The allures of journalism and football are probably contained in their simplicity and thus – unlike literature or figure skating – every football spectator has an illusion that he could be the coach of the national team, just like every reader thinks he could be a journalist.

 

Miroslav Ciro Blazevic is a bastard of these two illusions: The man who came in third in the 1998 World Championships in France as the selector of the Croatian national team decided towards the end of his career to try something that he, and perhaps even his employers, think is journalism: He commented on matches at the European Championships in Portugal and even appeared, as a journalist, at press conferences, of course running the show.

 

It goes without saying that newspapers, TV, radio and the internet, like football, are not asylums for exclusive figures, but rather general commodities, democratic legacies, consumed by millions of readers or spectators. In order to be what they are, they must maintain their democratic character. Croatian journalism, in this regard at least, has an advantage over Croatian football: A formal education and a license are required for football selectors, while for being a journalist – or at least calling oneself so – a license is not required. Anyone can be a self-declared journalist, including Ciro Blazevic who comments on what is going on in Portugal for Nova TV, a private television station, like hundreds of other football experts in the world.

 

And that would be the end of the story if Ciro Blazevic was not kicking the ball, his style, between the legs of both the spectators and the journalists. First Blazevic, as a journalist, attacks at a press conference the Croatian national football team selector Otto Baric, using the fact that, after all, he is a greater authority in football than his successor, which is allowed, even welcome, for why would not journalists be greater experts than those they speak or write about.

 

Blazevic’s attack was seen by the Croatian Journalist Society (HND) and quickly, in a press release, his act was called the “twilight of Croatian journalism.” They went a step further, actually two steps back, in a press release where they say that “at EURO 2004 certain ‘journalists,’ even editors, and hosts directly, or indirectly, are advertising sponsors or products, which is outright inadmissible.” And they stopped there, making a threat that if the unidentified persons did not heed the warning, they would inform the HND Honor Chamber and other journalist institutions. And they stopped there.

 

Unfortunately, what is happening in the “twilight of Croatian journalism” is night-blindness” as a symptom in the Croatian Journalist Society: They only see Ciro Blazevic who advertises beer, draped with a journalist cloak put on him every Portugal evening by no one other than Ivan Blazicko, equally a propagandist who advertises the same kind of beer and deceives the public that he is also a journalist.

 

Blazicko, during the war in Croatia, as a sports journalist became the news program editor for state-run Croatian Television, and is now the director of the private Nova TV.

 

This duo unfailingly pours foaming beer into the football story – Blazevic does this both in the regular advertisement program and in what should be called the sports news program.
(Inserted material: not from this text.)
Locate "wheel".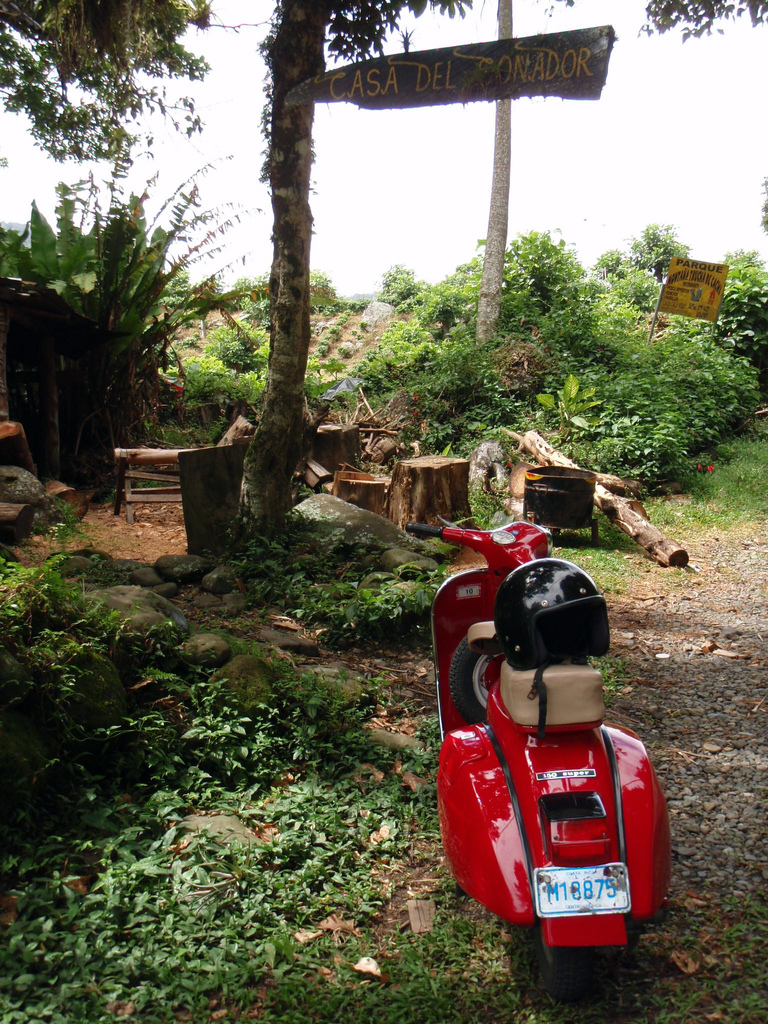
Bounding box: {"left": 445, "top": 626, "right": 496, "bottom": 738}.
This duo is so successful and suggestive that after the Croatian team’s first match in Portugal, played against Switzerland, it induced Croatian Minister of Science, Education and Sport Dragan Primorac to raise his glass high in honor of the beer in question, probably as a message both to school kids and to athletes (After Primorac, the program hosted some other politicians with a glass of beer in their hand, but they did not appear as shocking as the youngest member of the Croatian Government, in light of the proximity of alcohol in their everyday lives).

 

There are – even beyond journalism – quite a lot of sad elements in this story, but the saddest ones are not Blazicko who is compromising the profession in the race for profits, nor Blazevic who ran into the profession considering it to be as muddy as the football one, nor the minister who can easily be dribbled past; the saddest thing is that no one from the profession ran out and told the boys, the half-journalists, half-football players, half-beer drinkers, in clear language that they cannot at the same time pose as journalists and naked propagandists, and that this is inadmissible under the code of journalism.

 

Of course it would be pretentious to expect this in a society of upturned values. The HND leadership, as well as the Croatian Ministry of Culture, find it easier to raise their voice to condemn news broadcast on the Index.hr portal that the show business star Severina’s private and harmless porno film had leaked on the Internet, which they accompanied by several of her almost innocent screenshots, than to get it up at prostitution on the far more powerful television medium.

 

“Publication of these photographs constitutes a violation of the law and one of the gravest forms of violation of professional principles and ethics,” thundered Dragutin Lucic, HND President, in Severina’s protection, while in the Blazevic and Blazicko case, the tone was lowered and the words softened: “Certain ‘journalists,’ even editors, and hosts directly, or indirectly, are advertising sponsors or products, which is outright inadmissible.”

 

What is the difference? The former phenomenon is scandalizing because it is out of the ordinary, but the latter does not cause shock – because it has become customary. Typical of a conservative society: Public condemnation of pornography and tacit tolerance of prostitution.